Avoid him. Keep your prized feelings in a safe. Lock your windows and doors. If he still appears, through an air vent or forgotten crawl space, inform him that you are feeling murderous. And be compelling.
RULE 7: GET HIGH.
So I wouldn’t include this if I were talking to a youth group, but we’re adults, and a passing wave of bad behavior is frankly a Failure’s friend. No matter how stalwart your spirit, it’s unlikely that you’ll keep your shit together all the time. Something will trip you up and no amount of yoga, meditation, or specially spaced out breathing will help.
“Getting High” in this sense does not necessarily involve inhalants or a pipe. It means shopping for clothes you can’t afford on your credit card. (I said it was bad behavior.) It means going somewhere with someone you’re not so sure is a good idea. It means getting drunk, losing your shoe, shattering your phone, or waking up with a younger man, an older man, a girl, or in a pool of glitter.

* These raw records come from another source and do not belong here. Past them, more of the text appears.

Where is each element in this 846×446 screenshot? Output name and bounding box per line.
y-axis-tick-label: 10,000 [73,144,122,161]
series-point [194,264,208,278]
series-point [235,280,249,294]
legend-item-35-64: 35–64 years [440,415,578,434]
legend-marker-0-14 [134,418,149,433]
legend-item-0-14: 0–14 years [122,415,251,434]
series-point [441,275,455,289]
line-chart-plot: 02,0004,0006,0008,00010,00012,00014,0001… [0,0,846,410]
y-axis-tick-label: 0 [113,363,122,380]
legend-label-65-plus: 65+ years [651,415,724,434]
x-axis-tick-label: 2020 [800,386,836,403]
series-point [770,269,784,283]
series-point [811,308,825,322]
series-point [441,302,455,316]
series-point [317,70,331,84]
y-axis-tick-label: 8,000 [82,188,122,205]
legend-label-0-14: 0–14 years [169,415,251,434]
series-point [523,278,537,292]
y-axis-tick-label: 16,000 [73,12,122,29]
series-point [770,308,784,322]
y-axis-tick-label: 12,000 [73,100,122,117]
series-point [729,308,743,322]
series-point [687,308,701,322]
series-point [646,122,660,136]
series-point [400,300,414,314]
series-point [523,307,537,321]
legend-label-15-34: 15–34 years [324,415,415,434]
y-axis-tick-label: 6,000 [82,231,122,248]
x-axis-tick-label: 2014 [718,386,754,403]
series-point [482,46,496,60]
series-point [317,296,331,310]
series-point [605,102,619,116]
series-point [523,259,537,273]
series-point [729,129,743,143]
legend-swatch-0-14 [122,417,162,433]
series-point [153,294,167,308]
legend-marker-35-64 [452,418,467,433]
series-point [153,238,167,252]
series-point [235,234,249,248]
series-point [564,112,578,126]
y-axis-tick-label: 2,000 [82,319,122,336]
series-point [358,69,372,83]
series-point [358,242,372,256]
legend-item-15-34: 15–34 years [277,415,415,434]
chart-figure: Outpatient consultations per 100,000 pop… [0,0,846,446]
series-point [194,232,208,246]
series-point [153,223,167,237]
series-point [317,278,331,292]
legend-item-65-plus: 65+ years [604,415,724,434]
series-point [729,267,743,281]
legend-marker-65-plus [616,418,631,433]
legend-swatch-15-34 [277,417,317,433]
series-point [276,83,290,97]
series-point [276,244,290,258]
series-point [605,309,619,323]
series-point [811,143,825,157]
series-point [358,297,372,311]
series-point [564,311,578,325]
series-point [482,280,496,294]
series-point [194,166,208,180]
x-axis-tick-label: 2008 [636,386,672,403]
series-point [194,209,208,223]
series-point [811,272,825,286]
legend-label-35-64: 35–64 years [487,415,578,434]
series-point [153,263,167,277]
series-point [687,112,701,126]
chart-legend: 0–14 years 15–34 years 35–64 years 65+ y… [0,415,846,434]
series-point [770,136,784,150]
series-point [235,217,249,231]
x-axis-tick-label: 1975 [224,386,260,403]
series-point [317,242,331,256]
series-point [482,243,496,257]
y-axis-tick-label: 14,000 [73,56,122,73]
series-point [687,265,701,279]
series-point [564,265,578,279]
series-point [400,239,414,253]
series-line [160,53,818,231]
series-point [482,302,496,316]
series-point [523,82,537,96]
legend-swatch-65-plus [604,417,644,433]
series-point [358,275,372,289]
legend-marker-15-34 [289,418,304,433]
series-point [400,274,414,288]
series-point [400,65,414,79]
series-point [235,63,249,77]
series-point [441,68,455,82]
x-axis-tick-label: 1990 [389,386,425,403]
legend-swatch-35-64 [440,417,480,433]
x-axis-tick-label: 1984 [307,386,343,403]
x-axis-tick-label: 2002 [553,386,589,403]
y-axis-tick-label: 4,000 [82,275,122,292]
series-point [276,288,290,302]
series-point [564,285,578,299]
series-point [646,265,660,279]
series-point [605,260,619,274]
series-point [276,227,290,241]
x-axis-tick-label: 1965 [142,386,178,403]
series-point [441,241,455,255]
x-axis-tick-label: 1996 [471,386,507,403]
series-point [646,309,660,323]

And some of you may tragically believe that no one wants to sleep with a Failure, but I’m here to tell you that the Good-Vibes Thief would sleep with you in a heartbeat. So would the airplane passenger with oodles of advice and the naysayer at the dinner party. Failures are passionate and zesty. Failures have things to talk about. Failures aren’t so self-satisfied that they don’t try in bed, or elsewhere. They also look younger and more fresh-eyed than their counterparts because success restricts sleep.
Success actually restricts everything. You’ll have less time, less solitude, less exercise. Phones will ring, people will pester. So why not delight in the fleeting pleasure of Failure? After all, you only have a few more days.
Christina Fitzpatrick is the author of the novel ‘What’s the Girl Worth?’ and the short story collection ‘Where We Lived.’ She is the recipient of a literature fellowship from the National Endowment for the Arts and is currently at work on a novel.